In my case, I was unable to obtain a visa to Yugoslavia from 1993 until even 
after the overthrow of Milosevic last October. I have since heard that 
Milosevic himself kept a small blacklist of foreign journalists to whom he 
would not grant press visas. His nationalist-leaning successor, Vojislav 
Kostunica, who became president after a national uprising last October, also, 
I was told, carried on the practice for his first few months in office.
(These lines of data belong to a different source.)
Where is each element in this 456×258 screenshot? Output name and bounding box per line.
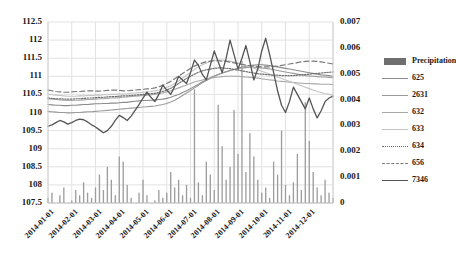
chart-legend: Precipitation62526316326336346567346 <box>382 52 456 188</box>
legend-item-label: 656 <box>412 158 424 167</box>
legend-line-icon <box>382 78 408 79</box>
legend-item-label: 2631 <box>412 90 428 99</box>
legend-bar-swatch-icon <box>382 56 408 66</box>
y-axis-tick-label: 108.5 <box>0 162 42 171</box>
legend-line-swatch-icon <box>382 73 408 83</box>
y-axis-right-tick-label: 0.001 <box>340 172 360 181</box>
legend-item-label: 625 <box>412 73 424 82</box>
y-axis-right-tick-label: 0.005 <box>340 69 360 78</box>
legend-item-633[interactable]: 633 <box>382 120 456 137</box>
legend-line-swatch-icon <box>382 107 408 117</box>
legend-line-icon <box>382 95 408 96</box>
y-axis-right-tick-label: 0.003 <box>340 120 360 129</box>
y-axis-right-tick-label: 0 <box>340 198 345 207</box>
y-axis-tick-label: 111.5 <box>0 53 42 62</box>
y-axis-tick-label: 111 <box>0 71 42 80</box>
y-axis-tick-label: 109 <box>0 144 42 153</box>
legend-line-swatch-icon <box>382 124 408 134</box>
legend-item-label: 633 <box>412 124 424 133</box>
y-axis-right-tick-label: 0.007 <box>340 17 360 26</box>
legend-line-icon <box>382 163 408 164</box>
legend-item-2631[interactable]: 2631 <box>382 86 456 103</box>
chart-root: 112.5112111.5111110.5110109.5109108.5108… <box>0 0 456 258</box>
legend-item-632[interactable]: 632 <box>382 103 456 120</box>
y-axis-right-tick-label: 0.006 <box>340 43 360 52</box>
y-axis-tick-label: 107.5 <box>0 198 42 207</box>
legend-item-625[interactable]: 625 <box>382 69 456 86</box>
legend-item-656[interactable]: 656 <box>382 154 456 171</box>
legend-item-label: 7346 <box>412 175 428 184</box>
precipitation-swatch-icon <box>384 58 406 65</box>
y-axis-tick-label: 108 <box>0 180 42 189</box>
y-axis-tick-label: 112 <box>0 35 42 44</box>
y-axis-right-tick-label: 0.004 <box>340 95 360 104</box>
legend-line-swatch-icon <box>382 141 408 151</box>
legend-item-precipitation[interactable]: Precipitation <box>382 52 456 69</box>
legend-line-icon <box>382 112 408 113</box>
y-axis-right-tick-label: 0.002 <box>340 146 360 155</box>
legend-item-634[interactable]: 634 <box>382 137 456 154</box>
legend-line-swatch-icon <box>382 158 408 168</box>
legend-item-label: 632 <box>412 107 424 116</box>
legend-line-icon <box>382 146 408 147</box>
legend-line-icon <box>382 180 408 181</box>
y-axis-tick-label: 109.5 <box>0 126 42 135</box>
legend-line-swatch-icon <box>382 90 408 100</box>
legend-line-swatch-icon <box>382 175 408 185</box>
y-axis-tick-label: 110 <box>0 108 42 117</box>
y-axis-tick-label: 112.5 <box>0 17 42 26</box>
gridlines <box>48 22 333 203</box>
legend-item-7346[interactable]: 7346 <box>382 171 456 188</box>
legend-line-icon <box>382 129 408 130</box>
legend-item-label: 634 <box>412 141 424 150</box>
legend-item-label: Precipitation <box>412 56 456 65</box>
y-axis-tick-label: 110.5 <box>0 89 42 98</box>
 On the other hand, if you see visa restrictions as a challenge rather than a 
barrier, there are always ways around them. When access is closed off to 
reporters (as in Kosovo just two years ago, when Milosevic’s forces used 
terror tactics to deport close to a million Albanians), there are usually 
witnesses and survivors. By questioning them and cross-checking their 
assertions, it is possible to reconstruct the facts of a story. That is how I 
first reported in 1992 that Milosevic’s Bosnian Serb cronies had created a 
string of concentration camps in northern Bosnia. I could not get to the 
camps, but searched for survivors after hearing a tip about the existence of 
a network of camps.

Uncovering the story of Omarska and other concentration camps was one of the 
most discouraging moments of my journalistic career. True, the story received 
worldwide attention, and the Bosnian Serbs closed down some of the camps 
following the expose. But what I realized from the moment I heard about the 
camps was that global powers, starting with the United States and its allies, 
had deliberately decided to close their eyes to the atrocities taking place. 
No amount of solid reporting was going to change it.

But as events have shown, major states do get interested over time, 
especially if there is a public outcry, as with the Bosnian camps. Readers 
and viewers want individuals and states to be accountable—and impunity tends 
to generate criticism of the governments that fail to respond. Sooner or 
later, statesmen realize that if carried on a big enough scale, 
state-approved crimes against humanity challenge the whole world order.  

 The danger is that failure to punish such crimes is taken by other would-be 
imitators as a green light. The converse can also hold true: a decision to 
end impunity and instill accountability even in one obscure Balkan location 
can affect the way the world will be run for decades to come.

The immediate impact of the reporting on “ethnic cleansing” in 1992 seemed 
modest at the time. Media reports provided a vehicle used by human rights 
advocates at the United Nations to demand the creation of The Hague Tribunal, 
which will now decide Milosevic’s fate.

When I first visited the headquarters in early 1994, the Tribunal consisted 
of just the deputy prosecutor, Graham Blewitt of Australia, sitting in a big 
empty room leased from an insurance company in The Hague. Today, with three 
trial chambers, a full complement of judges, sound procedures, many trials 
behind it, and Milosevic in the lock-up, the Tribunal is well-positioned to 
write history. 

As this is written from Zagreb, I must recall that one of the signal 
omissions of my profession, not to mention Western governments, occurred 
during the Croatian war, which occurred shortly after the end of the Gulf 
war. At least 10,000 people, mostly civilians, died in the Croatian war of 
secession in the second half of 1991. More significant, it proved to be the 
harbinger of the Bosnian war, in which at least 200,000 civilians were 
killed. All of the war crimes that occurred in Bosnia occurred here on a 
smaller scale. Most of us reporters missed the cues, focusing attention on 
the spectacular events—the Yugoslav Army’s shelling of Dubrovnik, for 
example—rather than the daily seizing of territory and brutal mistreatment of 
civilians in far less glamorous locales.

Had we been looking for the war crimes, I think we could have exposed 
Milosevic’s intentions a good deal earlier. I don’t know whether that would 
have aroused the international public at the time, but for a journalist, the 
responsibility is not for the outcome. Our responsibility is to ring the 
alarm bell the moment we see something alarming.